### About this task:
Write the records out again exactly, but without pictures.

*** Opening of Records provided ***

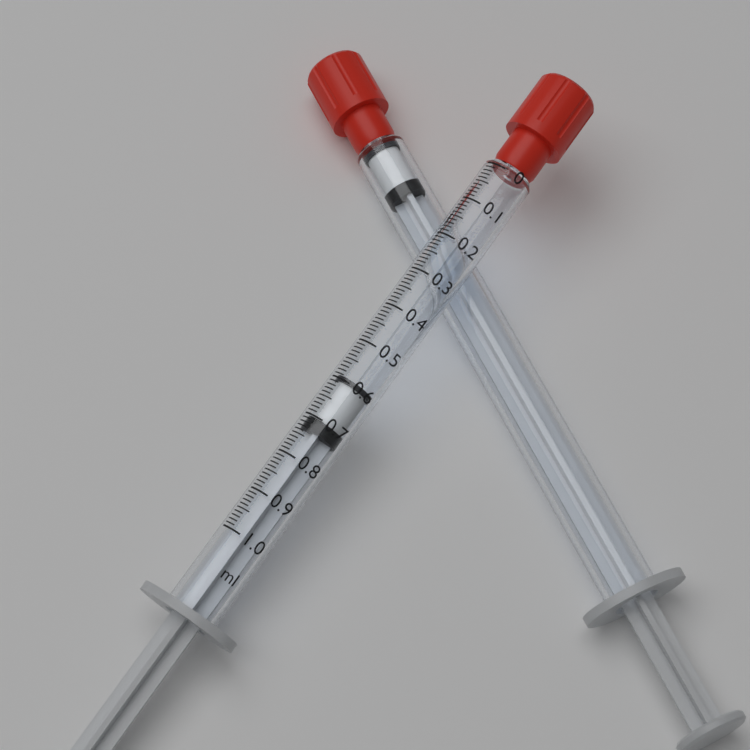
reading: 0.59 ml
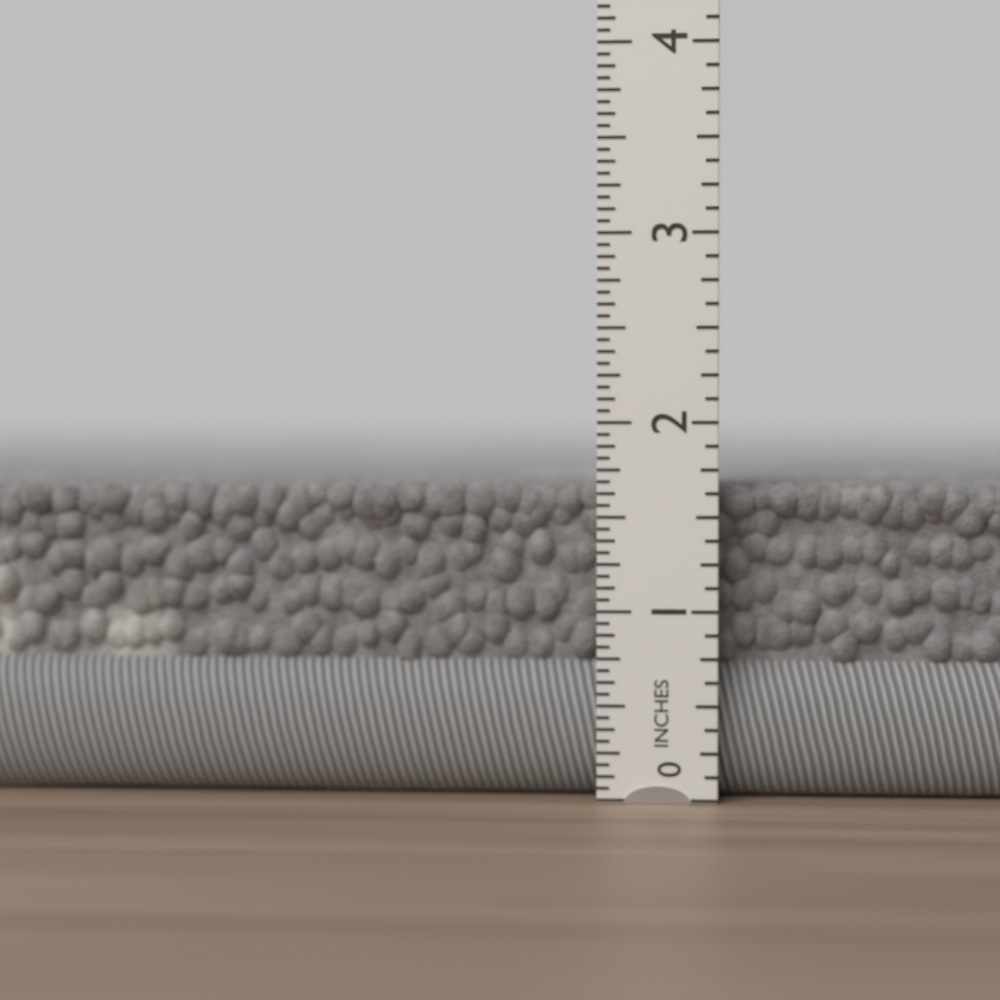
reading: 1.6875 in
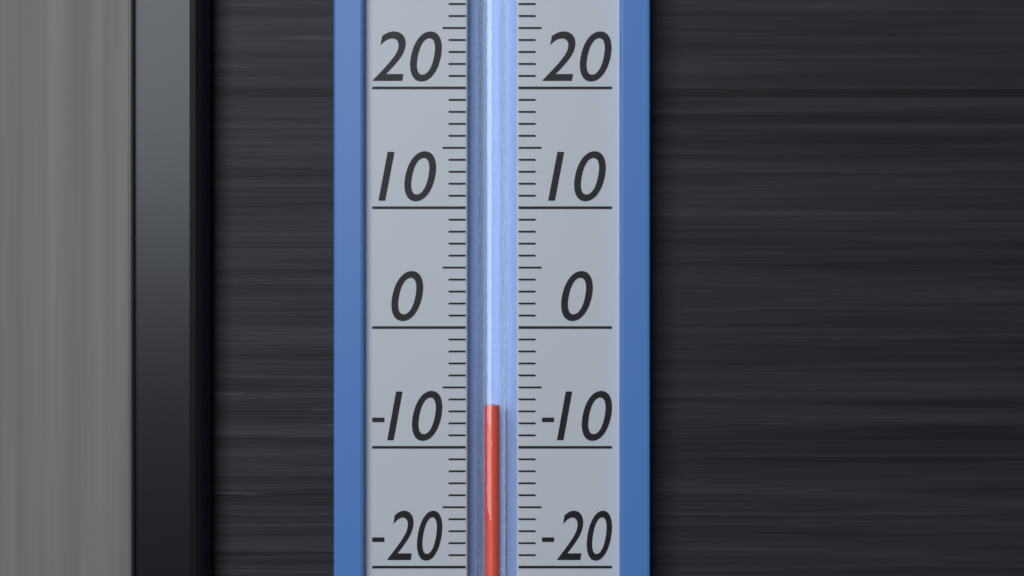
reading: -6.5 °C
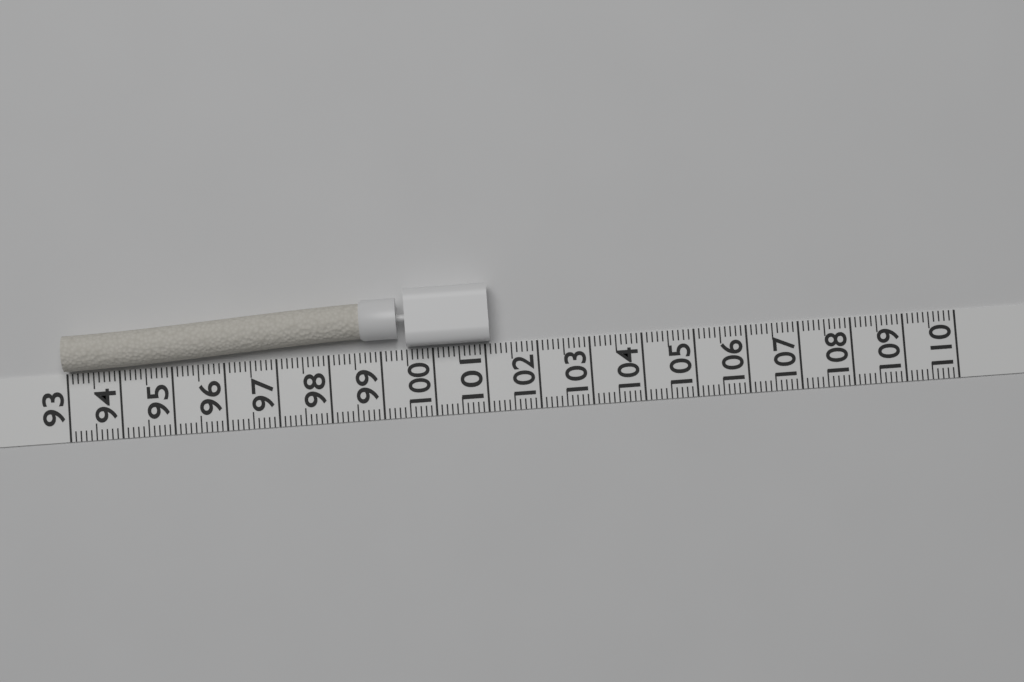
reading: 101.1 (no unit)
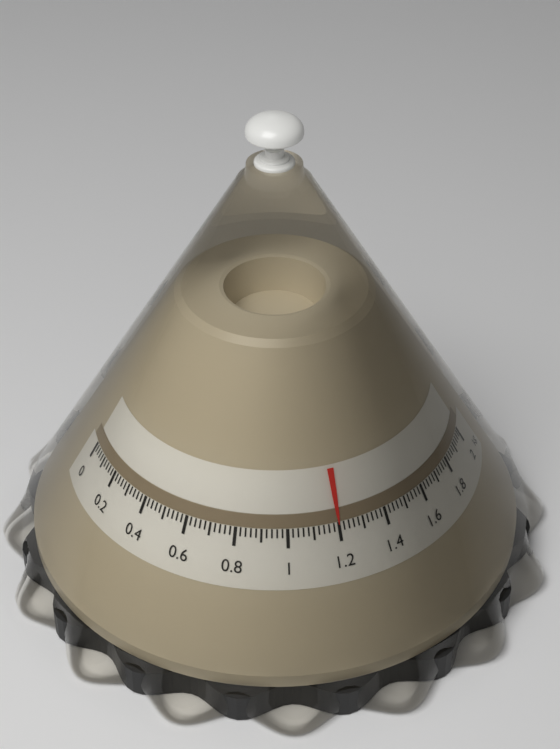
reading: 1.20 kg
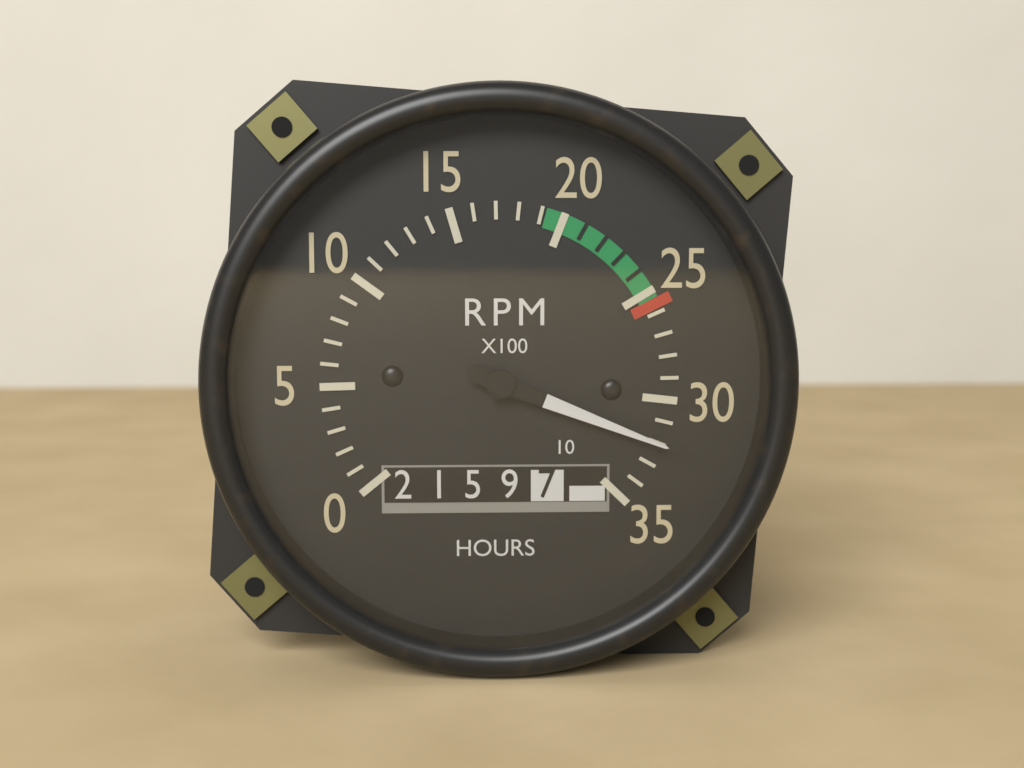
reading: 32 RPM x100
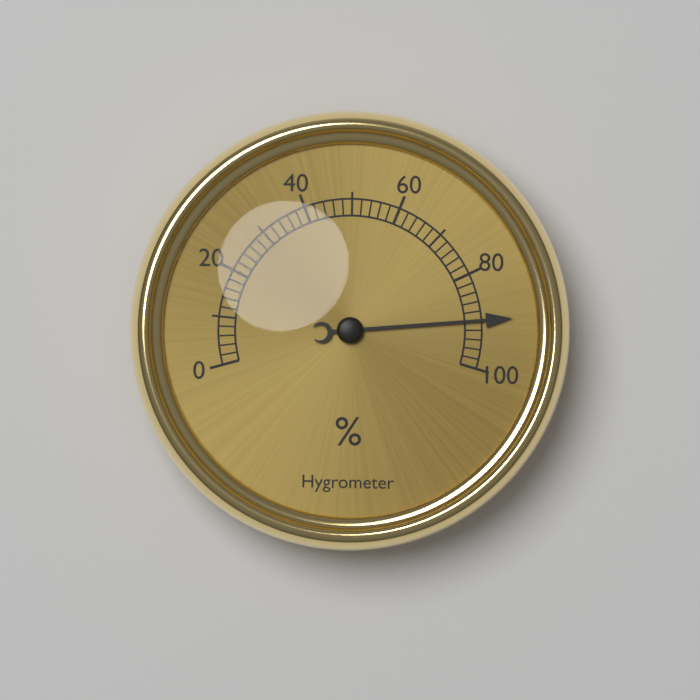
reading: 90 %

*** Close of Records provided ***

### Written answer:
reading: 0.59 ml
reading: 1.6875 in
reading: -6.5 °C
reading: 101.1 (no unit)
reading: 1.20 kg
reading: 32 RPM x100
reading: 90 %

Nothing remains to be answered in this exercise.